Reported by Author; Author; Author; Author; Author; Author

Claire Perkins is Director of the Bachelor of Media Communication in the School of Media, Film and Journalism at Monash University. She researches in feminist screen studies, with a particular interest in independent and 'indie' screen cultures, post-network television, and serial media formats. She is the author of American Smart Cinema (2012) and co-editor of seven collections, including Independent Women: From Film to Television (2021) and Indie Reframed: Women's Filmmaking and Contemporary American Independent Cinema (2016).

Jodi Brooks is a Senior Lecturer in Film Studies in the School of the Arts & Media, University of New South Wales (Australia).
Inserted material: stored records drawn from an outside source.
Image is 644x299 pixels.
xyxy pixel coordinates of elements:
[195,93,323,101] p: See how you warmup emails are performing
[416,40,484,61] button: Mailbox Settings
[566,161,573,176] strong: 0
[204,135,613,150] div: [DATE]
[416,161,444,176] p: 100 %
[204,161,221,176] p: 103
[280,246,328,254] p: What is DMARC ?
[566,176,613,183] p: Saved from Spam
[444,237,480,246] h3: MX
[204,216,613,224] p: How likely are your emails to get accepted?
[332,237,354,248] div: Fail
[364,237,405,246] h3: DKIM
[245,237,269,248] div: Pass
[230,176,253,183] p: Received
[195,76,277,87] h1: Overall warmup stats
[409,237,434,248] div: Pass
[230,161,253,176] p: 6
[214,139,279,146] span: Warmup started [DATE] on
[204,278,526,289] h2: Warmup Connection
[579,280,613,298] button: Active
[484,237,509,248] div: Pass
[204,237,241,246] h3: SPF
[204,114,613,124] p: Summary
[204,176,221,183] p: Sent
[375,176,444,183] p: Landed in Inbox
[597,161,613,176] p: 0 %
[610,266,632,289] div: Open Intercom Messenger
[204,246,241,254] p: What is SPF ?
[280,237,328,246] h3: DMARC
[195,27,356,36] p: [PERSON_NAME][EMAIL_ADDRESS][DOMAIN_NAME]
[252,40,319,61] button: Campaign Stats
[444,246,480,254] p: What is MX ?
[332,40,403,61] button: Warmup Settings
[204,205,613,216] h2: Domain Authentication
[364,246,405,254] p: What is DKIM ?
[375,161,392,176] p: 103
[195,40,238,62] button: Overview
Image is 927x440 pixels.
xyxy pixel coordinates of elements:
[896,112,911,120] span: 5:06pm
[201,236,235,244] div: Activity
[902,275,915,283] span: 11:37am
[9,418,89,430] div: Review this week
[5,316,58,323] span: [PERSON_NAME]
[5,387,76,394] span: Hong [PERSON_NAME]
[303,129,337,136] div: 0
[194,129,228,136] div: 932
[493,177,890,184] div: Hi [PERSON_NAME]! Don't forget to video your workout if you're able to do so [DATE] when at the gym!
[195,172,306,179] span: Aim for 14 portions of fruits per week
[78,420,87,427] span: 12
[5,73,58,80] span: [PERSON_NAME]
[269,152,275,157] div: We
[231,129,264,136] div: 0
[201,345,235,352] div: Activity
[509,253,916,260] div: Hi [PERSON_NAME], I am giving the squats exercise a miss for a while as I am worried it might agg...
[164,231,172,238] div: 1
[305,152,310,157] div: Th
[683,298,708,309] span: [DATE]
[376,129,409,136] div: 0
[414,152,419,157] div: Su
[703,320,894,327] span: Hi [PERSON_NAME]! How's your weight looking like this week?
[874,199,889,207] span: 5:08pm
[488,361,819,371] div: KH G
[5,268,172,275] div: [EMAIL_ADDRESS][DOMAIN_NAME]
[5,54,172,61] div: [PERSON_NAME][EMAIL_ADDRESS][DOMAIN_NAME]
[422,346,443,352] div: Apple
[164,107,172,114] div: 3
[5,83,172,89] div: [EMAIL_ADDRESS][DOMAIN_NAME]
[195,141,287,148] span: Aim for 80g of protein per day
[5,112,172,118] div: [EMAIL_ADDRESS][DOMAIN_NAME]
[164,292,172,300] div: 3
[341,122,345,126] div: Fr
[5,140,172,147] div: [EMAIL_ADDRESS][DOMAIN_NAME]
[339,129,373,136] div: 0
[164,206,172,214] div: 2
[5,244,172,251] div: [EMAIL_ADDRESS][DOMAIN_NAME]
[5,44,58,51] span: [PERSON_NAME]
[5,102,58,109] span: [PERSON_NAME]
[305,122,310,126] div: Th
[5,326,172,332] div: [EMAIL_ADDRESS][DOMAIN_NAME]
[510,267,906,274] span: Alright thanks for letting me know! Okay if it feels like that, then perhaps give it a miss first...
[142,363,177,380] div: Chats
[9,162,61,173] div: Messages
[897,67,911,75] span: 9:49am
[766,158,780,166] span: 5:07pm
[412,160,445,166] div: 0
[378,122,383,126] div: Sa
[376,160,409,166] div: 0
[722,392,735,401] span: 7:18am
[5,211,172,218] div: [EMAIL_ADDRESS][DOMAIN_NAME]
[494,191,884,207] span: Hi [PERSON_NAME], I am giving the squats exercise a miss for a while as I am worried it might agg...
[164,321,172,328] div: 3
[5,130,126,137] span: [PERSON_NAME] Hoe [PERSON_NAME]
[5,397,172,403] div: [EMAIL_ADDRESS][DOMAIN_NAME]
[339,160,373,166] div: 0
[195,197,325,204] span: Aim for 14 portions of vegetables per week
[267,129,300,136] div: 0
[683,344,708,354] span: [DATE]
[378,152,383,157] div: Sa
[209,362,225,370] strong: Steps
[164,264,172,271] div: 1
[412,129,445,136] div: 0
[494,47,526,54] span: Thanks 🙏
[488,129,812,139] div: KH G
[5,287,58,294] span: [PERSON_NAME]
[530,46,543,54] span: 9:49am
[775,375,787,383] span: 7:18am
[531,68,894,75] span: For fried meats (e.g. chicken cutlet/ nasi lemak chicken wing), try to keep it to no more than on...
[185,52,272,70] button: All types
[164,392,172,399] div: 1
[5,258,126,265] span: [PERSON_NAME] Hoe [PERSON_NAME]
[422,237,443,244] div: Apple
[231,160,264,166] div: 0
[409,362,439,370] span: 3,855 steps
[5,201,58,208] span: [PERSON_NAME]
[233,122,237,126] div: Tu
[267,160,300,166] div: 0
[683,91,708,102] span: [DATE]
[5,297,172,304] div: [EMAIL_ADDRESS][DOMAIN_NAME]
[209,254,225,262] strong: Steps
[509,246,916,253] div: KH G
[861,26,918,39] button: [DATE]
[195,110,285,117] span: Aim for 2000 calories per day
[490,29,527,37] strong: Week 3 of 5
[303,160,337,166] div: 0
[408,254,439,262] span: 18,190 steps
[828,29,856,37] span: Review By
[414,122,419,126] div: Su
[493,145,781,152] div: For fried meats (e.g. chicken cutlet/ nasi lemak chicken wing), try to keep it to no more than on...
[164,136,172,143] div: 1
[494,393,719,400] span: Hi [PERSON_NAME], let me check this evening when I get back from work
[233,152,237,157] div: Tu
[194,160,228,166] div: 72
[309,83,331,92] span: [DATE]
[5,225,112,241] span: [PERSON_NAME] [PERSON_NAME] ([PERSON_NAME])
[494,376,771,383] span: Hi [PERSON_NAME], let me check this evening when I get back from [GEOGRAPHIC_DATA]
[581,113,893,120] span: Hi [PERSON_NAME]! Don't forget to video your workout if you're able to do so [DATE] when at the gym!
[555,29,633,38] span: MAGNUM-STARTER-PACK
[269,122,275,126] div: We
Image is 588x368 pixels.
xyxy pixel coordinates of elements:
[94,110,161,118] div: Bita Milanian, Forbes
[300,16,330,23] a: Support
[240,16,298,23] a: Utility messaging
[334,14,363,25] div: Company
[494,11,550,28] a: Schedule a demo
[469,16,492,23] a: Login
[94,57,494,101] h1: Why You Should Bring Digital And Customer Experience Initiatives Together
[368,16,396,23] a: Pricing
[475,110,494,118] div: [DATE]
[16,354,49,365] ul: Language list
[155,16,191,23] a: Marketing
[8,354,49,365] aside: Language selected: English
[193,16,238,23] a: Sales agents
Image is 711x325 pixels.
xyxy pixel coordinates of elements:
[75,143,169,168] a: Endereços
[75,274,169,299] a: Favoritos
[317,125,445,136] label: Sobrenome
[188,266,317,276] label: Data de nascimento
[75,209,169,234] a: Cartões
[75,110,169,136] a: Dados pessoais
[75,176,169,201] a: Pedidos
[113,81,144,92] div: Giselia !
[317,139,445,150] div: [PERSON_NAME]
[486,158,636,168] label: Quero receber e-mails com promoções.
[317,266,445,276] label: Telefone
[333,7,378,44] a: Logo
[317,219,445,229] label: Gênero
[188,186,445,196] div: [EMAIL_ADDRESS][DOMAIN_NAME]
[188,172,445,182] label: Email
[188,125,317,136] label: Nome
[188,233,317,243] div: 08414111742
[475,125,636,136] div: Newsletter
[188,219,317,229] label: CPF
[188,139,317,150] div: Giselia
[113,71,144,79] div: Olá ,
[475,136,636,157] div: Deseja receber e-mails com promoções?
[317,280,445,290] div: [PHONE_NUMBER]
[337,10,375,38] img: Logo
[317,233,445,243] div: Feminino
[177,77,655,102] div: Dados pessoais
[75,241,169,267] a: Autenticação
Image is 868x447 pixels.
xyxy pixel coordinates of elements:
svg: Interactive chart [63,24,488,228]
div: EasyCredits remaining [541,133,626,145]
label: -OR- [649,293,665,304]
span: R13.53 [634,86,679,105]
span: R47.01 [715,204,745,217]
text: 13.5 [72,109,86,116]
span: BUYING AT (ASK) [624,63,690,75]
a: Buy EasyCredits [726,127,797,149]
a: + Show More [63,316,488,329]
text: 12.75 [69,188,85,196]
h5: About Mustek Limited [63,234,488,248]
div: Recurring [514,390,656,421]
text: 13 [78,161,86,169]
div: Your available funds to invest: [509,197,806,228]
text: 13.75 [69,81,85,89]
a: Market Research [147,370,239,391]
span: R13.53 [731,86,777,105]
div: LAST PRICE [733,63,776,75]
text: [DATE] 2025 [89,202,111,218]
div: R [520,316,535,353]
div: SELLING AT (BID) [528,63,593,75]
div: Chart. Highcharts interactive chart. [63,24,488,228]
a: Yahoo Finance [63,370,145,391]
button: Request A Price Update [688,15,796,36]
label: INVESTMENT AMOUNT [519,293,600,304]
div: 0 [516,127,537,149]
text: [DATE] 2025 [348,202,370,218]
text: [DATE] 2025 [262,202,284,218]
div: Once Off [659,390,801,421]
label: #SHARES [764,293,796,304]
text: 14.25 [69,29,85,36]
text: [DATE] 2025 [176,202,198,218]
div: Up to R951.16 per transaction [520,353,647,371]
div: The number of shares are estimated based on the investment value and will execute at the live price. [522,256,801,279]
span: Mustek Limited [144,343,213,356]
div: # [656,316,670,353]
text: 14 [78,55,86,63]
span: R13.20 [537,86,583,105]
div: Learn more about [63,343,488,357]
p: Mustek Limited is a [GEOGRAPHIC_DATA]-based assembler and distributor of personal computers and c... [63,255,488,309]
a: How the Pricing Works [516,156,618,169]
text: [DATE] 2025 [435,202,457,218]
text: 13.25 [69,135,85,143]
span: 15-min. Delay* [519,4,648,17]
Her work has been published in journals such as Camera Obscura , Feminist Media Studies , Screen , Continuum , Screening the Past , Writings on Dance , Art & Text , and Senses of Cinema and in various edited collections.

Janice Loreck is Lecturer in Screen Studies at the University of Melbourne. Her research considers gender and women's filmmaking in global art cinemas, with a current focus on Australian women's experimental film in the 1990s. She is the author of Provocation in Women's Filmmaking: Authorship and Art Cinema (2023) and Violent Women in Contemporary Cinema (2016), and is co-editor of Screening Scarlett Johansson: Gender, Genre, Stardom (2019). She is also an organiser and programmer at the Melbourne Women in Film Festival.

Pearl is the Discipline Lead in Directing at the Australian Film Television and Radio School (AFTRS) and Vice President of New Media on ADG Board. She is completing her PhD in Creative Practice at the University of New South Wales, where her research is focused on the experience of diverse creatives in the screen industry. As part of her PhD, she has released a fictional podcast entitled Diversity Work which you can listen to on Apple Podcasts or Spotify.

Jessica Ford is a Lecturer in Media at the University of Adelaide, Australia. Her research examines women and feminisms on screen, and she has published on Nashville, Girls, Crazy Ex-Girlfriend and Better Things in peer-reviewed journals, academic anthologies and journalistic outlets. Jessica is a Contributing Editor of MAI: Journal of Feminism and Visual Culture and is a Fellow of the Adelaide Education Academy and AdvanceHE.

Rebecca J. Sheehan is Senior Lecturer in History and Gender Studies in the Department of History and Archaeology at Macquarie University.